Author: Gabriel Persechino-Forest     Published: June 7th, 2021

During a recent interview, Ken Akamatsu (Negima!, Love Hina) spoke about the Western push to force political correctness into the manga industry in Japan and its potential negative repercussions. The interview was conducted during the Manga Artist Mirari Conference, an online event conducted last December where manga creators discussed the state of the industry and its future.

Akamatsu was asked about “manga and the overseas market” and responded with “In short, it’s politically correct.”

Here are a few quotes from the interview:

Political correctness. External pressure is coming, such as [the pressure to] ‘introduce political correctness into manga and movies… That’s dangerous, isn’t it?

So far, when Japanese manga is at the stage of looking at the world, there is a pressure on the scene to meet more global standards.

I’d like to have the manga artists unify their opinions to some extent as to whether such things are ‘correct or not… However, when the sales of works that have become globalized and have no sharp edges are good, they end up saying, ‘Oh, [political correctness] might be good.

…if you don’t go abroad, [the political correctness] problem isn’t a battle at all…

Akamatsu later talked about the subject from the perspective of artistic integrity vs. general appeal:

The one that hits may go to Hollywood, [but], it is better to have freedom of expression.

Manga is mainly about freedom of expression, and it feels like you don’t give in to political correctness… Is it a loss if the politically correct works get overwhelming power? I wonder if that means.

Takuma Kobayashi, co-panelist and representative director of publishing house Number Nine, also made a few remarks on the subject:

Regardless of the company, I think that ‘freedom of expression’ should be respected in my personal opinion.

I don’t think [a series] will sell that much when it comes to selling [itself as politically correct].

The point is, ‘Manga that was released without being conscious of political correctness cannot be read due to the political correctness problem… I think this is a mess. Like [a fire].

Kobayashi later commented on the current state of political correctness and what to expect, providing hopeful but careful words about the future:

…even if there is entertainment that goes against political correctness, it would be different if this (current idea of ??political correctness) remains the same 10 years later, 20 years later, 30 years later, and so on.

It wasn’t even five years ago. I was told recently… The possibility that this will become the standard for the future is not zero, but it may change again.

That’s why I think it’s important not to win or lose in the short term, but to always create something that you can be proud of as entertainment.

 

*English transcripts are provided by machine translation.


_Task objective_.
Take the records below from their first line through the line holding "Image is 644x326 pixels.", and set each of those lines down exactly, without pictures.

──────── Raw data ────────

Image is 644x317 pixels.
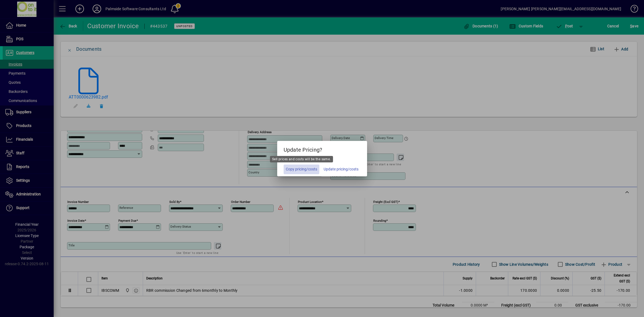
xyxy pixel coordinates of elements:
span: Copy pricing/costs [286,166,317,172]
button: Update pricing/costs [322,164,361,174]
button: Copy pricing/costs [284,164,319,174]
h5: Update Pricing? [277,141,367,156]
div: Sell prices and costs will be the same. [270,156,333,162]
span: Update pricing/costs [324,166,358,172]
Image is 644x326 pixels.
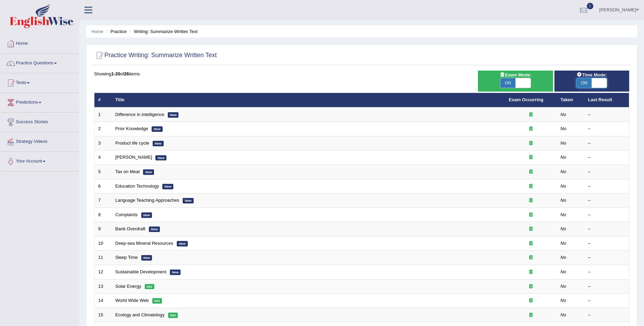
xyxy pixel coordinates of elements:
[561,126,566,131] em: No
[94,265,111,279] td: 12
[509,126,553,132] div: Exam occurring question
[94,179,111,193] td: 6
[111,93,505,108] th: Title
[141,213,152,218] em: New
[128,28,198,34] li: Writing: Summarize Written Text
[588,154,625,161] div: –
[94,122,111,136] td: 2
[561,112,566,117] em: No
[116,197,180,202] a: Language Teaching Approaches
[111,71,120,76] b: 1-20
[497,71,534,78] span: Exam Mode:
[116,212,138,217] a: Complaints
[144,284,155,289] em: Hot
[104,28,126,34] li: Practice
[588,140,625,146] div: –
[94,165,111,180] td: 5
[155,155,166,161] em: New
[509,183,553,190] div: Exam occurring question
[509,312,553,318] div: Exam occurring question
[574,71,610,78] span: Time Mode:
[94,136,111,150] td: 3
[94,50,216,60] h2: Practice Writing: Summarize Written Text
[509,283,553,290] div: Exam occurring question
[586,3,594,9] span: 1
[94,108,111,122] td: 1
[94,150,111,165] td: 4
[152,126,162,132] em: New
[177,241,188,246] em: New
[94,307,111,322] td: 15
[588,225,625,232] div: –
[588,183,625,190] div: –
[152,141,164,146] em: New
[509,169,553,175] div: Exam occurring question
[588,197,625,204] div: –
[588,126,625,132] div: –
[116,126,148,131] a: Prior Knowledge
[116,112,165,117] a: Difference in Intelligence
[116,154,152,159] a: [PERSON_NAME]
[509,140,553,146] div: Exam occurring question
[0,152,79,169] a: Your Account
[152,298,162,304] em: Hot
[500,78,515,88] span: ON
[94,294,111,308] td: 14
[478,70,553,91] div: Show exams occurring in exams
[561,183,566,189] em: No
[588,297,625,304] div: –
[561,141,566,146] em: No
[576,78,592,88] span: ON
[116,169,140,174] a: Tax on Meat
[588,312,625,318] div: –
[0,73,79,90] a: Tests
[561,284,566,289] em: No
[588,212,625,218] div: –
[116,183,159,189] a: Education Technology
[509,240,553,247] div: Exam occurring question
[561,154,566,159] em: No
[116,255,138,260] a: Sleep Time
[561,169,566,174] em: No
[561,241,566,246] em: No
[509,111,553,118] div: Exam occurring question
[168,312,178,318] em: Hot
[167,112,179,118] em: New
[509,269,553,275] div: Exam occurring question
[116,284,141,289] a: Solar Energy
[94,193,111,208] td: 7
[509,197,553,204] div: Exam occurring question
[94,222,111,236] td: 9
[116,141,150,146] a: Product life cycle
[116,269,166,274] a: Sustainable Development
[94,251,111,265] td: 11
[584,93,629,108] th: Last Result
[116,312,165,317] a: Ecology and Climatology
[0,93,79,110] a: Predictions
[124,71,129,76] b: 26
[509,97,543,102] a: Exam Occurring
[94,70,629,77] div: Showing of items.
[94,93,111,108] th: #
[561,197,566,202] em: No
[588,111,625,118] div: –
[588,169,625,175] div: –
[561,226,566,231] em: No
[0,113,79,130] a: Success Stories
[91,29,104,34] a: Home
[561,298,566,303] em: No
[0,54,79,71] a: Practice Questions
[561,255,566,260] em: No
[561,312,566,317] em: No
[94,208,111,222] td: 8
[588,240,625,247] div: –
[183,198,193,203] em: New
[588,269,625,275] div: –
[509,154,553,161] div: Exam occurring question
[509,297,553,304] div: Exam occurring question
[116,298,149,303] a: World Wide Web
[94,279,111,294] td: 13
[143,169,154,174] em: New
[162,184,173,190] em: New
[141,255,152,261] em: New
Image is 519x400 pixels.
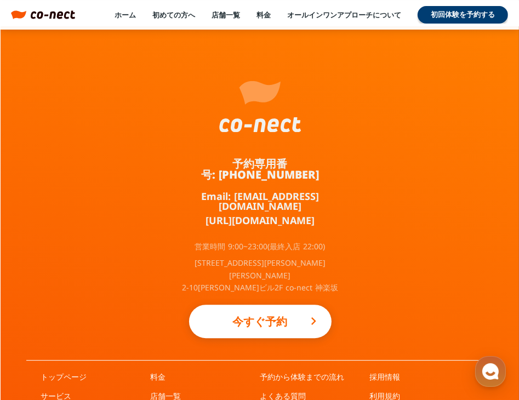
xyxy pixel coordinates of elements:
[115,10,136,20] a: ホーム
[287,10,401,20] a: オールインワンアプローチについて
[178,191,343,211] a: Email: [EMAIL_ADDRESS][DOMAIN_NAME]
[151,372,166,383] a: 料金
[141,309,210,337] a: 設定
[3,309,72,337] a: ホーム
[307,315,321,328] i: keyboard_arrow_right
[257,10,271,20] a: 料金
[189,305,332,338] a: 今すぐ予約keyboard_arrow_right
[178,158,343,180] a: 予約専用番号: [PHONE_NUMBER]
[370,372,401,383] a: 採用情報
[418,6,508,24] a: 初回体験を予約する
[94,326,120,335] span: チャット
[212,10,240,20] a: 店舗一覧
[195,243,326,250] p: 営業時間 9:00~23:00(最終入店 22:00)
[169,326,183,334] span: 設定
[72,309,141,337] a: チャット
[211,310,310,334] p: 今すぐ予約
[41,372,87,383] a: トップページ
[152,10,195,20] a: 初めての方へ
[178,257,343,294] p: [STREET_ADDRESS][PERSON_NAME][PERSON_NAME] 2-10[PERSON_NAME]ビル2F co-nect 神楽坂
[28,326,48,334] span: ホーム
[206,215,315,225] a: [URL][DOMAIN_NAME]
[260,372,345,383] a: 予約から体験までの流れ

────────

_Reply_.
Image is 644x317 pixels.
xyxy pixel coordinates of elements:
span: Copy pricing/costs [286,166,317,172]
button: Update pricing/costs [322,164,361,174]
button: Copy pricing/costs [284,164,319,174]
h5: Update Pricing? [277,141,367,156]
div: Sell prices and costs will be the same. [270,156,333,162]
span: Update pricing/costs [324,166,358,172]
Image is 644x326 pixels.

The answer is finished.